Gaffky was responsible for preparing a detailed documentary report on the journey and its scientific results, published in the Arbeiten aus dem Kaiserlichen Gesundheitsamte in 1887. The cholera bacterium was first described by the Italian anatomist Filippo Pacini (1812-1883) in 1854.

Herr Director & Professor
In 1885 Koch accepted the chair of hygiene at the University of Berlin and Gaffky succeeded him as director of the imperial health office - the Kaiserliches Gesundheitsamt. In 1888 Gaffky was appointed professor of hygiene at the University of Giessen and undertook the direction of the new Hygienic Institute there. While he was at Giessen in 1892 cholera broke out in Hamburg, and Gaffky interrupted his teaching to advise the government in combating the epidemic.

A passage to India
In 1897 Gaffky headed a government commission – the Reichskommission – to investigate plague in India. Bubonic plague was then rife in Bombay and other centres. The outbreak was first reported in a message from Bombay dated September 24: The bubonic plague has broken out here. There have already been 300 deaths. The bacillus has been identified as the bacillus discovered by Professor Kitasato during the plague in Hong Kong."

There were weekly horror reports of rising numbers of deaths, a beginning famine and transfer of the epidemic to Europe by an English ship transporting troops. For fear of losing control of the outbreak, several European states decided to send so-called plague commissions to India in order to investigate the epidemic.

As Koch was at this time in South Africa, investigating rinderpest, the expedition was first headed by Gaffky. Other members included the Giessen internist Georg Sticker (1860-1960), Adolf Dieudonnée who represented serum therapy at the Reichsgesundheitsamt, and Richard Friedrich Johannes Pfeiffer (1858-1945). The German plague commission reached Bombay on March 8, 1897.

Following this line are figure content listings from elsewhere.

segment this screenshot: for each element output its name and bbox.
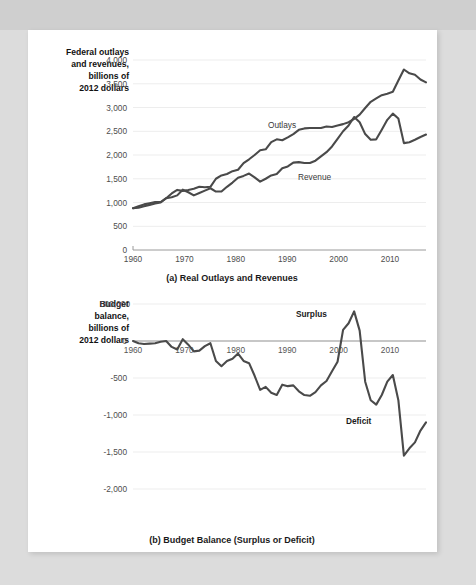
panel-b-side-title-line-3: billions of bbox=[88, 323, 129, 333]
y-tick-b-500000: 500,000 bbox=[100, 299, 130, 309]
y-tick-a-1500: 1,500 bbox=[106, 174, 127, 184]
panel-b-caption: (b) Budget Balance (Surplus or Deficit) bbox=[149, 535, 315, 545]
y-tick-b-minus1000: -1,000 bbox=[103, 410, 127, 420]
y-tick-b-minus2000: -2,000 bbox=[103, 484, 127, 494]
x-tick-a-1960: 1960 bbox=[124, 254, 143, 264]
backdrop-top-band bbox=[0, 0, 476, 30]
figure-sheet: Federal outlays and revenues, billions o… bbox=[28, 30, 437, 552]
y-tick-a-1000: 1,000 bbox=[106, 198, 127, 208]
x-tick-b-1980: 1980 bbox=[227, 345, 246, 355]
annotation-revenue: Revenue bbox=[298, 172, 332, 182]
panel-b-x-tick-labels: 1960 1970 1980 1990 2000 2010 bbox=[124, 345, 400, 355]
y-tick-a-3500: 3,500 bbox=[106, 79, 127, 89]
x-tick-b-1990: 1990 bbox=[278, 345, 297, 355]
annotation-outlays: Outlays bbox=[268, 120, 296, 130]
page-root: { "figure": { "panel_a": { "caption": "(… bbox=[0, 0, 476, 585]
annotation-surplus: Surplus bbox=[296, 309, 327, 319]
x-tick-a-1970: 1970 bbox=[175, 254, 194, 264]
y-tick-a-500: 500 bbox=[113, 221, 127, 231]
panel-a-x-tick-labels: 1960 1970 1980 1990 2000 2010 bbox=[124, 254, 400, 264]
series-line-budget-balance bbox=[133, 311, 426, 455]
y-tick-a-2000: 2,000 bbox=[106, 150, 127, 160]
y-tick-a-4000: 4,000 bbox=[106, 55, 127, 65]
y-tick-a-3000: 3,000 bbox=[106, 103, 127, 113]
panel-a-gridlines bbox=[133, 60, 426, 226]
y-tick-a-2500: 2,500 bbox=[106, 126, 127, 136]
x-tick-a-1990: 1990 bbox=[278, 254, 297, 264]
x-tick-b-2010: 2010 bbox=[381, 345, 400, 355]
x-tick-b-1960: 1960 bbox=[124, 345, 143, 355]
panel-a-caption: (a) Real Outlays and Revenues bbox=[166, 273, 298, 283]
panel-b-side-title-line-2: balance, bbox=[95, 311, 129, 321]
y-tick-b-minus1500: -1,500 bbox=[103, 447, 127, 457]
x-tick-a-2010: 2010 bbox=[381, 254, 400, 264]
annotation-deficit: Deficit bbox=[346, 416, 372, 426]
x-tick-a-1980: 1980 bbox=[227, 254, 246, 264]
chart-panel-b: Budget balance, billions of 2012 dollars… bbox=[28, 290, 437, 552]
chart-panel-a: Federal outlays and revenues, billions o… bbox=[28, 30, 437, 290]
y-tick-b-minus500: -500 bbox=[110, 373, 127, 383]
x-tick-a-2000: 2000 bbox=[329, 254, 348, 264]
panel-a-y-tick-labels: 0 500 1,000 1,500 2,000 2,500 3,000 3,50… bbox=[106, 55, 127, 255]
series-line-outlays bbox=[133, 70, 426, 209]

In May, Robert Koch arrived in Bombay and assumed leadership of the commission. Under Gaffky’s direction the German commission had then confirmed the etiologic role of the plague bacillus Yersinia pestis – discovered in 1894 by Alexandre Yersin (1863-1943) and by Shibasaburo Kitasato (1852-1931) and had launched epidemiological inquiries. Koch organized laboratory tests of Yersin’s serum and Waldemar Mordecai Wolfe Haffkine’s (1860-1930) vaccine against plague. He designated rats as the plague source and urged reoriented control measures, but (overlooking the flea as vector) he presumed the reservoir to be maintained by cannibalism. Visiting the North-West Frontier Province, he and Gaffky recognized a local disease as endemic plague.

Succeeding Robert Koch
In 1904, on the suggestion of Robert Koch, Gaffky succeeded his mentor as director of the Institut für Infektionskrankheiten, which he worked to expand. Gaffky proved himself an able administrator and under his guidance the institute was enlarged by a division for tropical diseases, a rabies station, and a division for protozoology. He also served as co-editor of the Zeitschrift für Hygiene und Infektionskrankheiten.

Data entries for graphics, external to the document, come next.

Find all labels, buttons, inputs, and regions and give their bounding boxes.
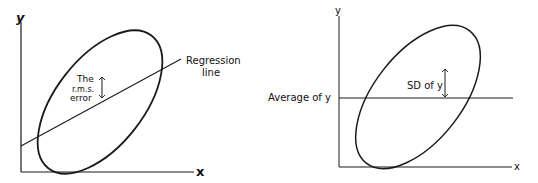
rms-label-1: The xyxy=(76,74,94,84)
right-panel: y x Average of y SD of y xyxy=(268,4,520,183)
left-scatter-ellipse xyxy=(14,9,187,183)
left-x-label: x xyxy=(196,164,205,179)
sd-label: SD of y xyxy=(407,80,443,91)
regression-label-1: Regression xyxy=(186,55,241,66)
diagram-canvas: y x Regression line The r.m.s. error y x… xyxy=(0,0,538,183)
regression-label-2: line xyxy=(202,67,220,78)
regression-line xyxy=(21,59,181,146)
average-label: Average of y xyxy=(268,92,331,103)
left-y-label: y xyxy=(16,10,25,25)
left-panel: y x Regression line The r.m.s. error xyxy=(14,9,241,183)
right-x-label: x xyxy=(514,161,520,172)
right-scatter-ellipse xyxy=(332,4,505,183)
right-y-label: y xyxy=(335,5,341,16)
rms-label-3: error xyxy=(70,93,92,103)
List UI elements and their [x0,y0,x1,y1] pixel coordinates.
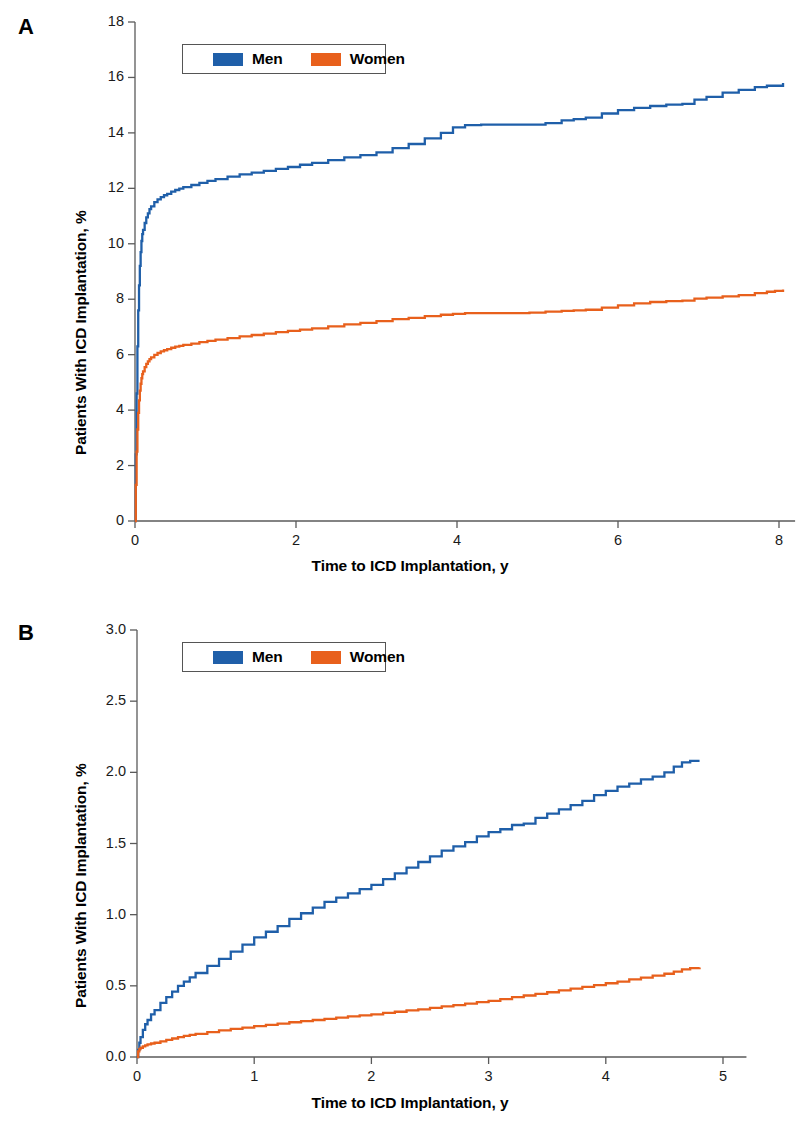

Gaffky retired from his position in 1913, leaving Berlin for the quieter surroundings of Hannover. He had intended to resume his own studies, but when World War I broke out he was again called to serve the government as advisor of hygiene and public health. He died just before the war ended.

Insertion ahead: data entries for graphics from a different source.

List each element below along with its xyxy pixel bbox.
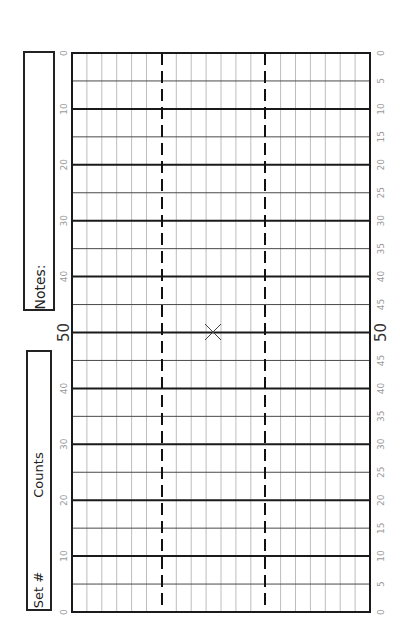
yard-label-right: 5	[376, 78, 386, 84]
yard-label-right: 5	[376, 581, 386, 587]
right-yard-labels: 05101520253035404550454035302520151050	[372, 50, 390, 615]
yard-label-right: 40	[376, 271, 386, 283]
yard-label-right: 10	[376, 550, 386, 562]
yard-label-left: 10	[59, 550, 69, 562]
yard-label-right: 35	[376, 243, 386, 254]
yard-label-right: 45	[376, 355, 386, 366]
yard-label-left: 30	[59, 215, 69, 227]
yard-label-right: 0	[376, 609, 386, 615]
notes-label: Notes:	[30, 259, 50, 315]
yard-label-right: 45	[376, 299, 386, 310]
counts-label: Counts	[30, 440, 48, 510]
yard-label-left: 40	[59, 382, 69, 394]
yard-label-right: 0	[376, 50, 386, 56]
yard-label-right: 15	[376, 522, 386, 533]
yard-label-left: 30	[59, 438, 69, 450]
yard-label-left: 20	[59, 159, 69, 171]
yard-label-left: 0	[59, 609, 69, 615]
yard-label-right: 20	[376, 494, 386, 506]
yard-label-right: 25	[376, 467, 386, 478]
yard-label-left: 20	[59, 494, 69, 506]
field-grid: 01020304050403020100 0510152025303540455…	[0, 0, 400, 643]
yard-label-right: 15	[376, 131, 386, 142]
yard-label-right: 25	[376, 187, 386, 198]
midfield-label-right: 50	[372, 323, 390, 342]
set-number-label: Set #	[30, 560, 48, 620]
yard-label-left: 0	[59, 50, 69, 56]
yard-label-right: 10	[376, 103, 386, 115]
yard-label-right: 20	[376, 159, 386, 171]
yard-label-left: 10	[59, 103, 69, 115]
yard-label-left: 40	[59, 271, 69, 283]
left-yard-labels: 01020304050403020100	[55, 50, 73, 615]
yard-label-right: 35	[376, 411, 386, 422]
midfield-label-left: 50	[55, 323, 73, 342]
yard-label-right: 30	[376, 215, 386, 227]
yard-label-right: 40	[376, 382, 386, 394]
yard-label-right: 30	[376, 438, 386, 450]
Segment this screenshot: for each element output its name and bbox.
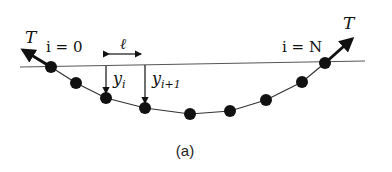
y-i-label: yi xyxy=(112,69,126,91)
start-index-label: i = 0 xyxy=(46,38,82,56)
end-index-label: i = N xyxy=(282,38,322,56)
y-i1-label: yi+1 xyxy=(151,69,181,91)
mass-dot xyxy=(139,102,151,114)
mass-dot xyxy=(70,77,82,89)
mass-dot xyxy=(224,105,236,117)
spacing-label: ℓ xyxy=(120,35,126,53)
mass-dot xyxy=(184,108,196,120)
tension-label-right: T xyxy=(343,13,356,33)
string-curve xyxy=(51,63,325,114)
mass-dot xyxy=(319,57,331,69)
string-masses-diagram: T i = 0 ℓ yi yi+1 i = N T (a) xyxy=(0,0,392,172)
figure-caption: (a) xyxy=(176,142,194,159)
equilibrium-line xyxy=(20,61,365,67)
mass-dot xyxy=(260,94,272,106)
mass-dot xyxy=(100,92,112,104)
tension-label-left: T xyxy=(25,27,38,47)
mass-dot xyxy=(45,61,57,73)
mass-dot xyxy=(296,76,308,88)
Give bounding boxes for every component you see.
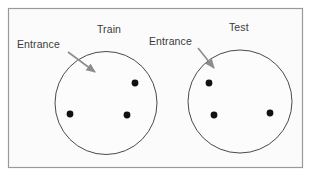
train-entrance-label: Entrance	[17, 38, 60, 50]
train-dot	[67, 111, 74, 118]
diagram-canvas	[0, 0, 310, 177]
test-dot	[267, 110, 274, 117]
train-circle	[55, 52, 157, 155]
train-dot	[124, 112, 131, 119]
test-dot	[211, 112, 218, 119]
test-dot	[206, 80, 213, 87]
train-dot	[132, 80, 139, 87]
train-title-label: Train	[97, 23, 121, 35]
test-circle	[188, 50, 292, 153]
test-entrance-label: Entrance	[149, 35, 192, 47]
figure-root: Train Test Entrance Entrance	[0, 0, 310, 177]
train-panel-group	[55, 52, 157, 155]
test-title-label: Test	[229, 21, 249, 33]
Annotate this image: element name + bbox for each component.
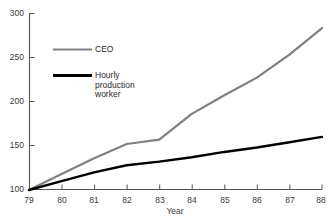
data-line-hourly-production-worker <box>29 137 322 190</box>
data-line-ceo <box>29 28 322 190</box>
y-axis-ticks <box>30 14 35 190</box>
axis-lines <box>29 13 322 190</box>
chart-container: 300 250 200 150 100 79 80 81 82 83 84 85… <box>0 0 331 219</box>
chart-plot-area <box>0 0 331 219</box>
x-axis-ticks <box>30 185 323 190</box>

In his career Gaffky followed in Koch’s footsteps, but his own contributions to bacteriology and public health were significant. Gaffky also conducted important research on the Bacillus botulinus and on the chest disease of horses.

Bibliography

  • Ueber den ursächlichen Zusammenhang zwischen chronischer Bleiintoxication und Nierenaffection. Berlin, 1873. [Medical thesis]
  • Experimentell erzeugte Septicämie mit Rücksicht auf progressive Virulenz und accomodative Züchtung.
    Mittheilungen aus dem kaiserlichen Gesungsheitsamte, 1881, 1: 80-133.
  • Ein Beitrag zum Verhalten der Tuberkelbacillen im Sputum.
    Mittheilungen aus dem kaiserlichen Gesundheitsamte, 1881, 1: 126-130.
  • Versuche über die Verwendbarkeit heisser Wasserdämpfe zu Desinfectionszwecken.
    By Robert Koch, G. Gaffky and F. Loeffler.
    Mittheilungen aus dem Kaiserlichen Gesundheitsamte, 1881, 1: 322-340.
  • Experimentelle Studien über die künstliche Abschwächung der Milzbrandbazillen und Milzbraninfection dürch Fütterung.
    By Robert Koch, G. Gaffky and F. Loeffler.
    Mittheilungen aus dem Kaiserlichen Gesundheitsamte, 1884, 2: 147-181.
  • Zur Aetiologie des Abdominaltyphus.
    Mittheilungen aus dem Kaiserlichen Gesundheitsamte, Berlin, 1884, 2: 372-420.
    English translation by the New Sydenham Society, 1886.
  • Versuche über Desinfection des Kiel- oder Bilgeraums von Schiffen.
    With Robert Koch.
    Arbeiten aus dem kaiserlichen Gesundsheitsamte, 1886, 1: 199-221.
  • Bericht über die Thätigkeit der zur Erforschung der Cholera im Jahre 1883 nach Egypten und Indien entsandten Kommission.
    Unter Mitwirkung von Robert Koch bearbeitet von G. Gaffky.
    Arbeiten aus dem Kaiserlichen Gesundheitsamte, Berlin, 1887, volume 3.
  • Die Verbreitung der orientalischen Beulenpest durch sogenannte ‘Dauerausscheider’ und ’Bazillenträger’. Klinisches Jahrbuch, 1908, 19: 491-496.

    With Eduard Pfuhl (1866-1917) Gaffky edited the Gesammelte Werke von Robert Koch. Leipzig, 1912. Biographical:
  • Isidor Fischer, publisher:
    Biographisches Lexikon der hervorragenden Ärzte der letzten fünfzig Jahre.
    Berlin – Wien, Urban & Schwarzenberg, 1932.
  • Helmut Unger:
    Robert Koch. Roman eines großen Lebens.
    Berlin und Wien. Verlag Neues Volk, 1936. 276 pages.
  • Helmut Unger:
    Robert Koch, dødens bekjemper. Gyldendal norsk forlag 1940.
  • Gloria Robinson:
    Gaffky, Georg Theodor August.
    In: Charles Coulston Gillispie, editor in chief: Dictionary of Scientific Biographies. Charles Scribner’s Sons. New York, 1970.
  • Claudia Wolff and Georg Theodor August Gaffky:
    Georg Gaffky, 1850-1918: Erster Vertreter der Hygiene in Giessen von 1888-1904.
    Giessen : W. Schmitz, 1992. 389 pages.
We thank Patrick Jucker-Kupper, Switzerland, for information submitted.